Mac Grove Painting has worked on enough Lake Minnetonka-area homes to understand what makes Excelsior’s housing stock distinct — and what makes it demanding. This is a community where Victorian-era craftsmanship is still standing, still occupied, and still worth protecting.
The dominant architectural character here runs deep into the 19th century. Queen Anne, Second Empire, Colonial Revival, and Victorian Gothic styles give Excelsior’s residential streets a density of ornate detail that’s uncommon in most Twin Cities suburbs — decorative cornices, wraparound porches, hipped and gabled rooflines, and in select cases, towers on lakefront properties oriented to catch the view. Landmarks like the Porter/Dillman House (1870) and the Dyer House (1897) represent what’s at stake: two-story and two-and-a-half-story wood-frame structures with trim work and siding that can last another century with the right care, or deteriorate quickly without it. Painting these homes well means understanding how they were built, where they fail, and which products hold up in this specific environment.
Lake Proximity, Tree Cover, and What They Mean for Paint
Excelsior’s setting along Lake Minnetonka introduces real challenges for exterior coatings. Humidity off the water keeps wood surfaces wetter longer into the season. Mature tree canopy on many residential streets slows drying and limits UV exposure — which sounds gentler, but actually creates conditions where moisture lingers in eaves, porch ceilings, and siding laps. Creek edges add to this. The practical result is that porches and north-facing eaves tend to be the first places paint fails, and preparation on those surfaces has to be thorough before any coating goes down. We factor these conditions into product selection and application timing on every Excelsior project.
The downtown historic district brings its own considerations, mixing the early wood-frame residential buildings with brick commercial blocks in Romanesque and Renaissance Revival styles. Where brick appears alongside painted wood trim and storefront elements, surface compatibility matters — not every coating appropriate for siding works well adjacent to masonry, and the transitions between materials require attention. On the quieter residential streets, grander Victorian homes sit near newer traditional and custom builds, so there’s genuine range in what a project might involve, even within a few blocks.
Mid-20th-century development added some variety to Excelsior’s housing mix — modest rowhouses and apartments from the 1950s, like those in Meadowbrook Manor, with simpler pitched or flat rooflines. These require a different approach than the Victorian stock, but they share the same climate exposure. Flat and low-slope rooflines demand particular attention to water management at edges and penetrations, and the siding materials from that era often need careful assessment before repainting.
What runs through all of it — from an 1897 Queen Anne on a shaded lot near the lake to a 1950s apartment building a few streets inland — is that Excelsior’s environment doesn’t forgive shortcuts. Mac Grove Painting approaches every project here with that in mind.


*PROBLEM DESCRIPTION*: A single figure is required: the number of lines below that contain "JSON".

Records from a data source
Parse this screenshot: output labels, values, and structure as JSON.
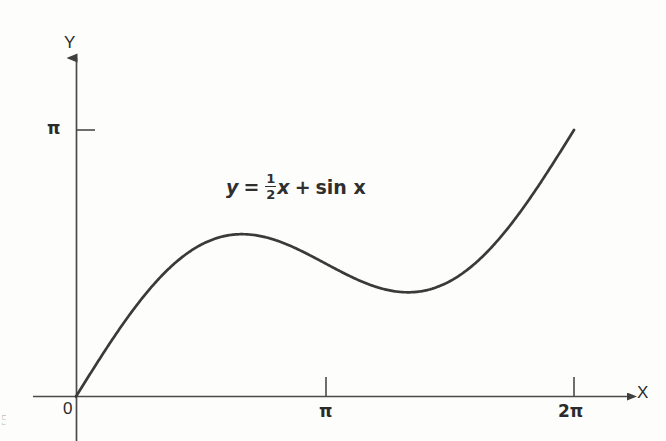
{
  "figure": {
    "background_color": "#fdfdfc",
    "ink_color": "#3a3a3a",
    "axis_color": "#4a4a4a"
  },
  "axes": {
    "y_axis_label": "Y",
    "x_axis_label": "X",
    "origin_label": "0",
    "y_tick_label": "π",
    "x_tick_labels": [
      "π",
      "2π"
    ]
  },
  "annotation": {
    "lhs": "y",
    "equals": "=",
    "fraction_numerator": "1",
    "fraction_denominator": "2",
    "coefficient_var": "x",
    "plus": "+",
    "sin_term": "sin x",
    "full_text": "y = 1/2 x + sin x"
  },
  "page_artifact": {
    "text": "5"
  },
  "chart_data": {
    "type": "line",
    "title": "",
    "subtitle": "",
    "xlabel": "X",
    "ylabel": "Y",
    "equation": "y = (1/2)x + sin x",
    "annotations": [
      "y = 1/2 x + sin x"
    ],
    "grid": false,
    "legend": null,
    "legend_position": "none",
    "xlim": [
      0,
      6.283185307179586
    ],
    "ylim": [
      0,
      3.302
    ],
    "xticks": [
      0,
      3.141592653589793,
      6.283185307179586
    ],
    "xticklabels": [
      "0",
      "π",
      "2π"
    ],
    "yticks": [
      3.141592653589793
    ],
    "yticklabels": [
      "π"
    ],
    "features": {
      "local_maximum": {
        "x": 2.0944,
        "y": 1.9132
      },
      "local_minimum": {
        "x": 4.1888,
        "y": 1.2283
      },
      "inflection_point": {
        "x": 3.14159,
        "y": 1.5708
      },
      "start_point": {
        "x": 0,
        "y": 0
      },
      "end_point": {
        "x": 6.28319,
        "y": 3.14159
      },
      "slope_at_origin": 1.5
    },
    "series": [
      {
        "name": "y = (1/2)x + sin x",
        "color": "#3a3a3a",
        "x": [
          0.0,
          0.2094,
          0.4189,
          0.6283,
          0.8378,
          1.0472,
          1.2566,
          1.4661,
          1.6755,
          1.885,
          2.0944,
          2.3038,
          2.5133,
          2.7227,
          2.9322,
          3.1416,
          3.351,
          3.5605,
          3.7699,
          3.9794,
          4.1888,
          4.3982,
          4.6077,
          4.8171,
          5.0265,
          5.236,
          5.4454,
          5.6549,
          5.8643,
          6.0737,
          6.2832
        ],
        "y": [
          0.0,
          0.3126,
          0.6169,
          0.9057,
          1.1621,
          1.3472,
          1.5797,
          1.728,
          1.8337,
          1.8948,
          1.9132,
          1.8947,
          1.8345,
          1.7282,
          1.5801,
          1.5708,
          1.4659,
          1.3605,
          1.2837,
          1.2386,
          1.2283,
          1.2538,
          1.3149,
          1.4093,
          1.5331,
          1.6813,
          1.8477,
          2.0258,
          2.2086,
          2.3892,
          3.1416
        ]
      }
    ]
  }
}
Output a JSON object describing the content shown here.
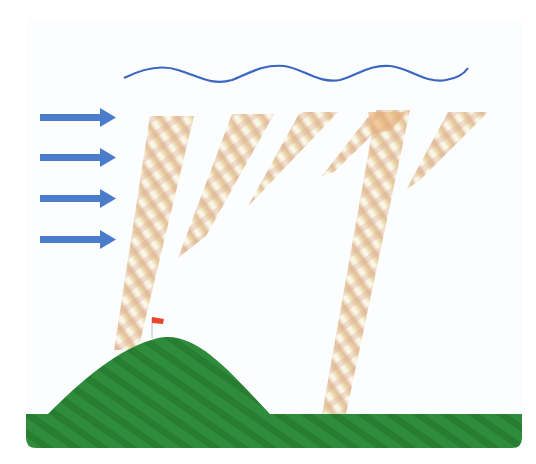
{
  "colors": {
    "background": "#fbfdfe",
    "arrow": "#4a7ccc",
    "wave": "#3a66c0",
    "beam_light": "#f6edc4",
    "beam_dark": "#d9a877",
    "ground": "#2e8a3a",
    "ground_dark": "#22702c",
    "flag": "#e8452c",
    "pole": "#cccccc"
  },
  "arrows": [
    {
      "y": 117,
      "x1": 40,
      "x2": 116
    },
    {
      "y": 157,
      "x1": 40,
      "x2": 116
    },
    {
      "y": 198,
      "x1": 40,
      "x2": 116
    },
    {
      "y": 239,
      "x1": 40,
      "x2": 116
    }
  ],
  "wave": {
    "x1": 124,
    "x2": 468,
    "y": 72,
    "amplitude": 9,
    "cycles": 4
  },
  "beams": [
    {
      "name": "beam-1",
      "points": "150,118 192,118 136,348 114,348"
    },
    {
      "name": "beam-2",
      "points": "232,116 272,116 206,238 180,254"
    },
    {
      "name": "beam-3",
      "points": "300,112 340,112 258,196 248,205"
    },
    {
      "name": "beam-4",
      "points": "373,112 398,112 332,174 322,175"
    },
    {
      "name": "beam-5",
      "points": "376,112 408,112 344,412 322,412"
    },
    {
      "name": "beam-6",
      "points": "448,112 488,112 420,182 406,190"
    }
  ],
  "flag": {
    "pole_x": 154,
    "pole_top": 318,
    "pole_bottom": 338
  }
}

*RESULT FOR THIS TASK*: 2